Arcom ICT News
Posts from 2025

How Healthcare Organisations Can Deploy Data Security More Holistically

How Healthcare Organisations Can Deploy Data Security More Holistically

The hardest part about securing sensitive healthcare data is continuously knowing where sensitive data resides and who has access to it. This creates data security and compliance challenges – especially when healthcare data is constantly shared and moved between teams and departments.

This has become an even bigger problem in the wake of increasing third-party data breaches. According to a recent report, 35% of all third-party breaches in 2023 affected healthcare organizations, more than any other sector. Hospitals and healthcare companies are typically connected across a broad ecosystem, and an attack on one organization’s system can have a snowball effect; this is exactly what we saw happen with the UnitedHealth/Change Healthcare and Ascension breaches.

While necessary, this reliance on a complex network of third-party vendors, including medical supply companies, software providers, and contractors, introduces new potential vulnerabilities with each link.

What Makes Healthcare Data so Attractive?

Large healthcare organizations are widely influential and impact the lives of millions of people, so the repercussions of a data breach are catastrophic. That’s because these breaches impact not only patients but hospitals and insurers, too –– consequently slowing the vital care and services of healthcare providers. The constant movement and sharing of cloud-based healthcare data puts pressure on IT and security teams to understand where all of their sensitive patient data lives, who has access to it, whether there are excessive permissions, and how it’s being protected.

What makes the industry such an attractive target to cybercriminals is that providers hold vast amounts of patient historical and new medical data. Naturally, this data is extremely sensitive and valuable. Medical records are between 4 to 20 times more valuable to cyber attackers than other personally identifiable information (PII), such as credit cards and Social Security numbers. In the context of third-party risks, malicious actors are able to infiltrate a healthcare supply chain ecosystem in a number of ways. Not all third-party vendors maintain the same level of comprehensive security measures as healthcare providers do. Smaller vendors often lack the resources to implement strong cybersecurity protocols, making these organizations easier access points for attackers.

The prevalent use of outdated legacy systems by healthcare organizations and their vendors creates gaps in their security posture through unpatched vulnerabilities, weak access control mechanisms, and unsophisticated authentication requirements.

As protected health information (PHI) and other types of patient data have been digitized and so frequently accessed, shared, and copied across multiple systems, the risk of interception or unauthorized access is heightened.

Staying Compliant with Strict Healthcare Cybersecurity Regulations

In an industry wrought with personal and sensitive data, it is imperative that organizations stay on top of strict data privacy regulations. This, of course, adds another layer of complexity to managing healthcare data.

For example, Electronic Health Records (EHRs) have become the new standard system of logging and storing patient information, and this proliferation of digitally stored data is making compliance management increasingly challenging. The healthcare sector’s stringent regulations require regular risk assessments and adherence to administrative, physical, and technical safeguards for electronic PHI.

This national standard to protect sensitive patient information means compliance is dependant on data security measures. As the healthcare industry continues to embrace technological advancements, these organizations must strike a delicate balance between innovation and security to navigate the evolving landscape of healthcare cybersecurity and defend against threat actors.

Embracing a Holistic Data-Centric Approach

To do this, healthcare organizations should turn to solutions that help them establish holistic security approaches that provide full visibility into protecting patient information and other sensitive assets.

Adopting comprehensive data security measures that scan, discover, and classify sensitive information can ensure patient data is secure, stored correctly, and remains compliant. Moreover, healthcare organizations can further boost their abilities to proactively safeguard sensitive healthcare data and ensure regulatory compliance by implementing data security technology with Generative AI (Gen AI).

GenAI-powered data security solutions can help strengthen defences against third-party threats. Specifically, AI/ML-based analysis and large language model (LLM) engines can serve as valuable tools to further reinforce essential data security practises. These include providing advanced risk assessment and contextual insights about data exposures, streamlining data tracking processes, accurately detecting non-compliance risks, and automating time-consuming tasks like data discovery and classification.

By discovering and classifying electronic PHI, healthcare providers can understand who has access to it, where it lives, and implement monitoring and tracking capabilities to help achieve least privilege access. This ensures each user has the appropriate access permissions to minimize unauthorized data exposure. Adopting data security tools that provide this advanced level of visibility of all data is critical to ensuring HIPAA compliance but can also help hospitals protect internal data, like staff information.

With so much at stake, healthcare companies need to take proactive steps to fortify their defences against cyber threats and safeguard the trust placed in them by millions of patients. It’s imperative these organizations invest in data security and data access governance technology that can discover, classify, prioritize, and remediate the most sensitive data security risks efficiently, and help them comply with privacy regulations and mandates.

This website uses cookies to ensure you get the best experience on our website. Read our Privacy Policy to find out more.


- Problem statement: Would you please print the data a second time, exactly as it stands?
---- Dataset records
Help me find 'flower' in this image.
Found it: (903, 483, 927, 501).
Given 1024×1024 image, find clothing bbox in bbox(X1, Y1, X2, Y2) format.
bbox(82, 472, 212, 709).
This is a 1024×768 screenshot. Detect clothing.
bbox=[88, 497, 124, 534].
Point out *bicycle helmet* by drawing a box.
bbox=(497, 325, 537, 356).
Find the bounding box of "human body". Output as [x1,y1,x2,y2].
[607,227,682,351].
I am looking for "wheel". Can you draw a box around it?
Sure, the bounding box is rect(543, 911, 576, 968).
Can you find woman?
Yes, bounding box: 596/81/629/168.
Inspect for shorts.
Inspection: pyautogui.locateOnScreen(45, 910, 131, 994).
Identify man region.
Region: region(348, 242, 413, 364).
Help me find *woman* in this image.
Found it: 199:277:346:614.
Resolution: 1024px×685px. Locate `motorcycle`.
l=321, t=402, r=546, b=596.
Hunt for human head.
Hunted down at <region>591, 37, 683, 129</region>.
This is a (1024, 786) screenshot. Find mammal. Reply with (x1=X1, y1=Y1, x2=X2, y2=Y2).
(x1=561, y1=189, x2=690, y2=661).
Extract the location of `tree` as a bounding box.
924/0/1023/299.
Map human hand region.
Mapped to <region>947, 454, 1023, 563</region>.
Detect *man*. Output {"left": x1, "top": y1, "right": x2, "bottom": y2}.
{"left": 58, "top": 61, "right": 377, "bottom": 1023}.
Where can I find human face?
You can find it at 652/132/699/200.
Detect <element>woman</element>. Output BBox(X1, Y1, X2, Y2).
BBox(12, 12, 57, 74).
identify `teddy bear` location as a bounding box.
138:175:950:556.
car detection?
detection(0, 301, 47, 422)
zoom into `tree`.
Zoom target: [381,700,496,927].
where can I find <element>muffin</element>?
--------
- Worked solution:
Help me find 'flower' in this image.
Found it: (903, 483, 927, 501).
Given 1024×1024 image, find clothing bbox in bbox(X1, Y1, X2, Y2) format.
bbox(82, 472, 212, 709).
This is a 1024×768 screenshot. Detect clothing.
bbox=[88, 497, 124, 534].
Point out *bicycle helmet* by drawing a box.
bbox=(497, 325, 537, 356).
Find the bounding box of "human body". Output as [x1,y1,x2,y2].
[607,227,682,351].
I am looking for "wheel". Can you draw a box around it?
Sure, the bounding box is rect(543, 911, 576, 968).
Can you find woman?
Yes, bounding box: 596/81/629/168.
Inspect for shorts.
Inspection: pyautogui.locateOnScreen(45, 910, 131, 994).
Identify man region.
Region: region(348, 242, 413, 364).
Help me find *woman* in this image.
Found it: 199:277:346:614.
Resolution: 1024px×685px. Locate `motorcycle`.
l=321, t=402, r=546, b=596.
Hunt for human head.
Hunted down at <region>591, 37, 683, 129</region>.
This is a (1024, 786) screenshot. Find mammal. Reply with (x1=X1, y1=Y1, x2=X2, y2=Y2).
(x1=561, y1=189, x2=690, y2=661).
Extract the location of `tree` as a bounding box.
924/0/1023/299.
Map human hand region.
Mapped to <region>947, 454, 1023, 563</region>.
Detect *man*. Output {"left": x1, "top": y1, "right": x2, "bottom": y2}.
{"left": 58, "top": 61, "right": 377, "bottom": 1023}.
Where can I find human face?
You can find it at 652/132/699/200.
Detect <element>woman</element>. Output BBox(X1, Y1, X2, Y2).
BBox(12, 12, 57, 74).
identify `teddy bear` location as a bounding box.
138:175:950:556.
car detection?
detection(0, 301, 47, 422)
zoom into `tree`.
Zoom target: [381,700,496,927].
where can I find <element>muffin</element>?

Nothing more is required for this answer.